Power and Progress by Daron Acemoglu & Simon Johnson

Power and Progress: Our Thousand-Year Struggle Over Technology and Prosperity
By Daron Acemoglu and Simon Johnson
Public Affairs, 2023

Daron Acemoglu and Simon Johnson’s new book Power and Progress: Our Thousand-Year Struggle Over Technology and Prosperity is a flat miss from two powerhouse researches out of MIT.

The 500-page book is written against techno utopians and to “show that progress is never automatic.” And therein lies a key drawback of the book in form and as a reading experience. Sure, there are enthusiasts about particular projects and innovations (we meet a cast of such characters including Ferdinand de Lesseps, developer of the Suez Canal), but who really believes progress is automatic? The dumb reader, perhaps?

This leaky bit of condescension blotches too many of their swiftly-written pages (the book was written in six months).

First, some groundwork: In Chapter 1 they write that “economists have long recognized that demand for all tasks, and thus for different types of workers, does not necessarily grow at the same rate, so inequality may increase because of innovation.” They demonstrate, in laudably clear prose, how what is essential for technology to really benefit labor is that it must increase their marginal productivity and, more generally, demand for workers within a context of rival firm competition and worker freedom (to organize, negotiate, and move).

The struggle they refer to turns on institutions: “Political and economic power matter because they decide who has a voice and who can set the agenda,” they write. “Once you are welcome in all high-status forums, you persuasion power grows, and you can start reshaping political and economic power.” Thus the distribution of benefits and losses from technological change do not strictly depend on economic considerations.

Their clean opening in all its detail ought to have been enough for our distinguished authors to march on through with a muscular history of “technology and prosperity.” Instead we receive more of a freshman lecture in which every innovation disappointing the productivity bandwagon receives a Homer Simpson head slap and disappointed “d'oh!”

Frustrated in the Middle Ages: agricultural innovation increases marginal productivity, but within a context of feudalism and coerced labor, high taxation, and religious domination.

Thwarted in the American South: The cotton gin increased cotton production in the South “from 1.5 million pounds in 1790 to 36.5 million pounds in 1800 and 167.5 million pounds in 1820,” but their sad world was one of brutal slavery.

Bamboozled in the Soviet Union: forced collectivization coupled with mechanization meant that in 1937 grain necessitated 10.6 worker-days per hectare, down from 20.7 days in the 1920s, but the result was famine and livestock destruction within a system based on state expropriation.

After well over 100 pages of this our authors declare: “For anyone who believes that the productivity benefits necessarily trickle down through society and improve wages and working conditions, these formative episodes are hard to explain.”

Certainly. But unless we can find a member of the Southern aristocracy, nomenklatura, or Norman English hierarchy, would “anyone” expect innovation to improve the “wages and working conditions” of a serf, slave, or kulak? The dumb reader, perhaps?

Things shift between the first Industrial Revolution in Britain - when there was a worsening of living standards for particular members of the working class is certain areas (such as in Manchester during the 1830s) who could not collectively bargain, might be prosecuted under the Master and Servant Act, and did not have their marginal productivity rise from new improvements (“d’oh!”) – and the second when the nature of innovation changed and institutions weighed more in favor of worker power.

And it is this emphasis on worker power and technological improvements simply being of the wrong sort where Aecmoglu and Johnson lose their way. From the managerial revolution in the US to AI today the “two-tiered society” seems to have sprung up merely from the power of big business and weakening of democracy. This demands we, with the spirit of the progressive era, “redirect technology” using the policy levers of “carbon taxes, research subsidies, and regulation.”

It seems they have missed a key insight of their own book. The story of institutional change was one in a liberal direction. A direction in which the government relatively withdrew from directing rent and granting privilege to elite classes and instead advanced worker choice and freedom: in short, to a more open society based on equal treatment, however imperfect. There is no indication that during the Industrial Revolution government could “encourage the development of technologies that are more complementary to workers and citizen employment,” or that when fantastic progress came it was from such a mechanism, to the contrary.

In Power and Progress Daron Acemoglu and Simon Johnson argue we ought to lengthen the reach of the state (which itself is subject to rent seeking), direct a spontaneous innovative process (which never works), and tilt privileges toward a preferred class needing help. Taking a lesson from their own history, and because power is a mighty thing and the womb of the future is dark, it is much better to break the corporatist system, enhance worker freedom, and allow the free profit-and-loss system to function in a society where there are no lords and there are no serfs.

David Murphy holds a Masters of Finance from the University of Minnesota.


▸ About this exercise
Lines in the entries below where the word "Health" shows up should each be copied.

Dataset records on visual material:
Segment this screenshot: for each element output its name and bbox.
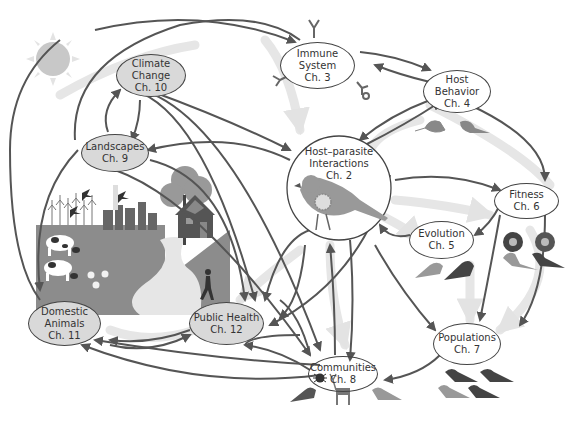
node-immune-system[interactable]: Immune System Ch. 3 bbox=[280, 42, 355, 89]
node-label-line: Ch. 8 bbox=[330, 374, 356, 386]
node-host-behavior[interactable]: Host Behavior Ch. 4 bbox=[423, 70, 491, 113]
node-label-line: Populations bbox=[438, 332, 496, 344]
node-label-line: Change bbox=[132, 70, 170, 82]
node-evolution[interactable]: Evolution Ch. 5 bbox=[409, 221, 474, 259]
node-communities[interactable]: Communities Ch. 8 bbox=[308, 356, 378, 392]
node-label-line: Landscapes bbox=[86, 141, 145, 153]
node-label-line: Evolution bbox=[418, 228, 465, 240]
node-fitness[interactable]: Fitness Ch. 6 bbox=[494, 183, 559, 219]
node-label-line: Public Health bbox=[194, 312, 260, 324]
node-populations[interactable]: Populations Ch. 7 bbox=[433, 323, 501, 365]
node-label-line: Interactions bbox=[279, 158, 399, 170]
node-climate-change[interactable]: Climate Change Ch. 10 bbox=[116, 54, 186, 97]
node-label-line: Host bbox=[446, 74, 469, 86]
node-label-line: Domestic bbox=[41, 306, 88, 318]
node-label-line: Ch. 7 bbox=[454, 344, 480, 356]
node-label-line: Ch. 11 bbox=[48, 330, 80, 342]
sun-icon bbox=[26, 32, 80, 86]
node-label-line: Ch. 12 bbox=[210, 324, 242, 336]
node-label-line: Behavior bbox=[435, 86, 479, 98]
node-label-line: Ch. 6 bbox=[513, 201, 539, 213]
bird-group-populations bbox=[438, 369, 514, 398]
city-skyline-icon bbox=[103, 185, 157, 230]
node-label-line: Ch. 5 bbox=[428, 240, 454, 252]
node-label-line: Immune bbox=[297, 48, 338, 60]
node-host-parasite-interactions[interactable]: Host–parasite Interactions Ch. 2 bbox=[279, 146, 399, 182]
node-label-line: Ch. 10 bbox=[135, 82, 167, 94]
node-label-line: Ch. 9 bbox=[102, 153, 128, 165]
node-label-line: System bbox=[299, 60, 336, 72]
node-label-line: Ch. 3 bbox=[304, 72, 330, 84]
bird-group-evolution bbox=[415, 261, 474, 280]
node-domestic-animals[interactable]: Domestic Animals Ch. 11 bbox=[28, 301, 101, 346]
node-public-health[interactable]: Public Health Ch. 12 bbox=[189, 302, 264, 345]
node-label-line: Communities bbox=[310, 362, 376, 374]
node-label-line: Ch. 4 bbox=[444, 98, 470, 110]
node-label-line: Animals bbox=[45, 318, 85, 330]
node-landscapes[interactable]: Landscapes Ch. 9 bbox=[81, 134, 149, 172]
node-label-line: Climate bbox=[132, 58, 170, 70]
node-label-line: Fitness bbox=[509, 189, 544, 201]
node-label-line: Host–parasite bbox=[279, 146, 399, 158]
node-label-line: Ch. 2 bbox=[279, 170, 399, 182]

▸ Answer below
node-label-line: Public Health bbox=[194, 312, 260, 324]
node-public-health[interactable]: Public Health Ch. 12 bbox=[189, 302, 264, 345]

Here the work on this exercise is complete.